To the Editor:
Finally, after all the rhetoric about teacher evaluations being linked with students’ test scores, a sober voice is heard (“Tying Teacher Evaluation to Student Achievement,” Commentary, April 7, 2010). Susan H. Fuhrman’s mention of controlling for the differences among students and the family situations they are coming from—factors beyond a teacher’s or a school’s control—provides readers with a piece of the discussion that seems to have been overlooked until now.
As Ms. Fuhrman notes, using the value-added approach would allow teachers to worry less about how their students’ home situations will affect their own evaluations, and concentrate more on overcoming such factors to help students learn and grow.
I teach at a private high school that enrolls the students public schools, and parents, are not able to serve well (or, in some cases, to deal with at all). Because we are a boarding school, we have an advantage over traditional public schools in that we control what goes on in the students’ lives 24 hours a day. This also means that, as a teacher, I have a long reach in making sure that academics are not overlooked in the many other activities students take part in during weekends and evenings.
The kind of personal and academic turnarounds that private schools like ours can accomplish, even with the most-challenging of students, is just not going to happen in the public schools. When school is out, unmotivated students (and there are more of them all the time) are free to do what they want—and it’s often the unhealthy options available to them that they prefer.
In the end, something must be done to straighten out the home lives of problem students and counter the ways in which our culture and society aid and abet young people’s worst instincts. But how many parents and government officials ever visit public schools to see what’s happening? Worse yet, how many care?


The entries must be set down again word for word; no pictures belong in the copy.
(RECORDS SHOWN)
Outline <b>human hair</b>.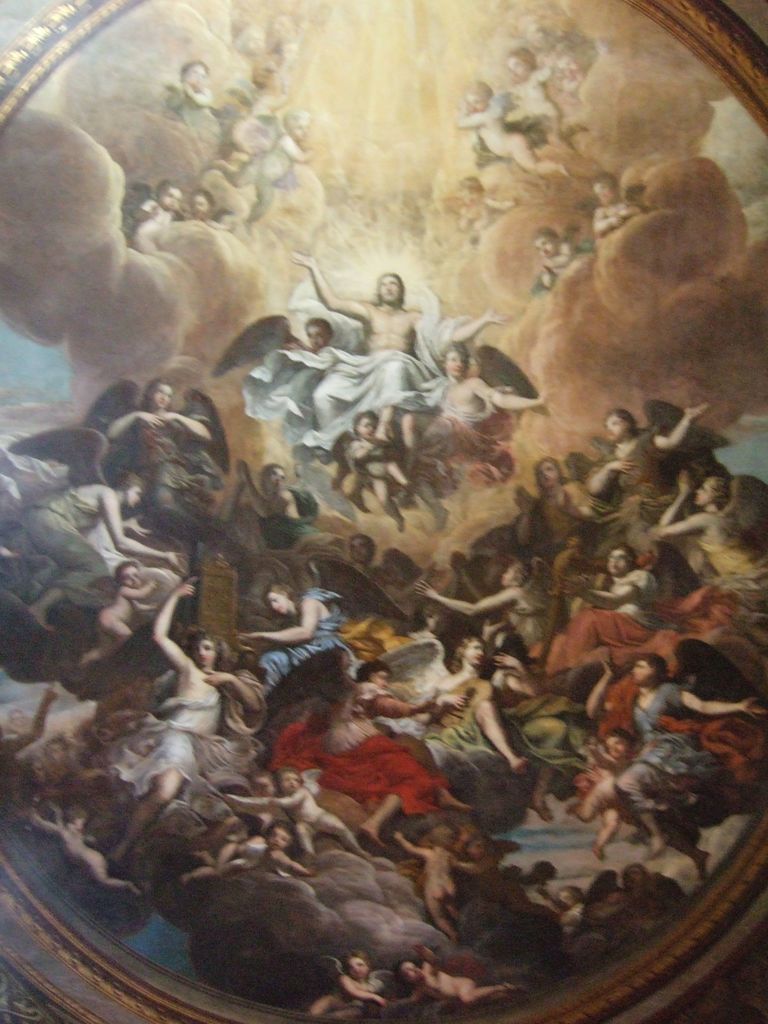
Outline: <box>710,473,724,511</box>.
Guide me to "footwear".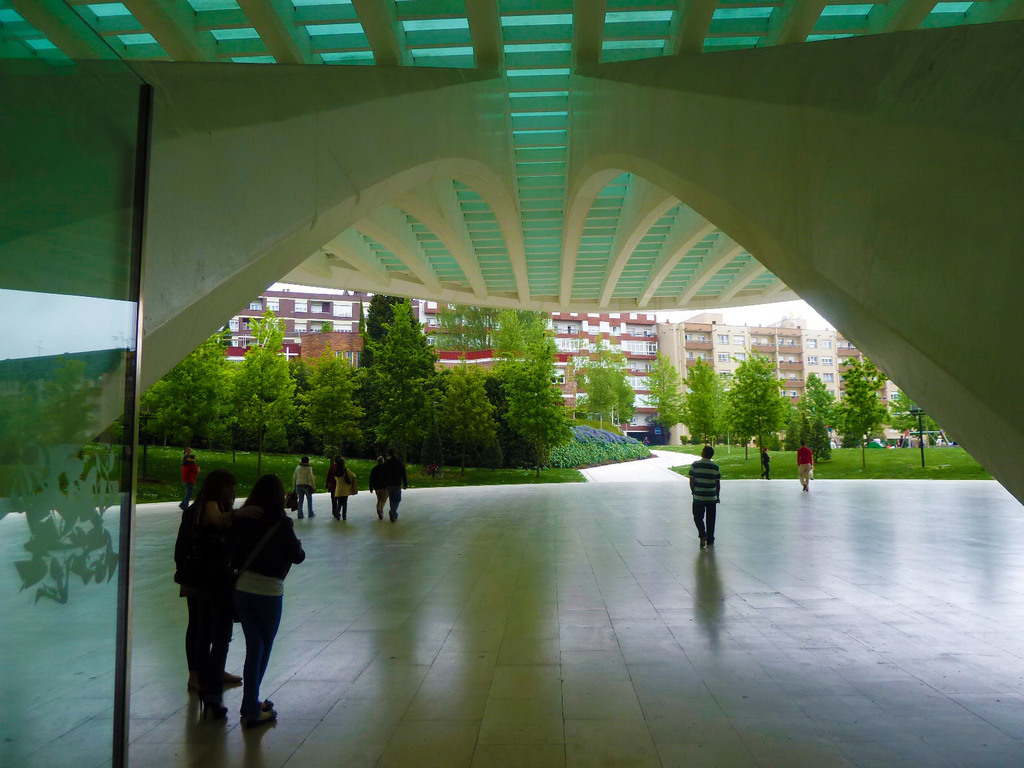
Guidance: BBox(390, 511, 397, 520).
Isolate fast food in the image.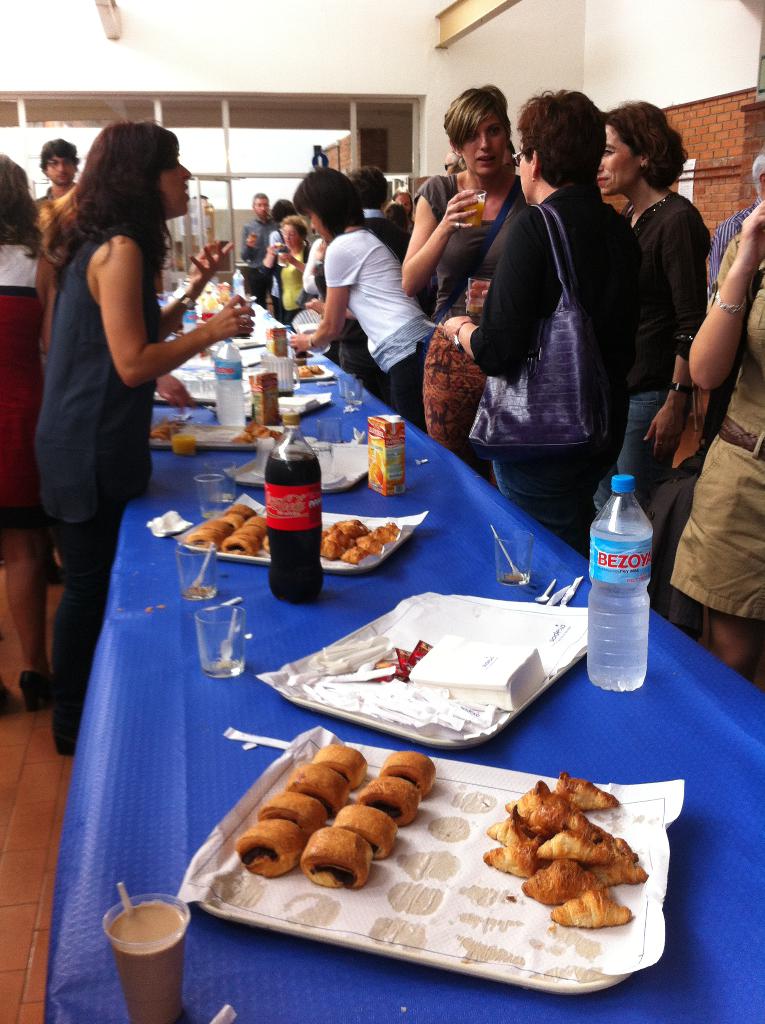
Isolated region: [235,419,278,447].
(End RECORDS SHOWN)
### RESPONSE BELOW:
Outline <b>human hair</b>.
Outline: <box>710,473,724,511</box>.
Guide me to "footwear".
Guidance: BBox(390, 511, 397, 520).
Isolate fast food in the image.
Isolated region: [235,419,278,447].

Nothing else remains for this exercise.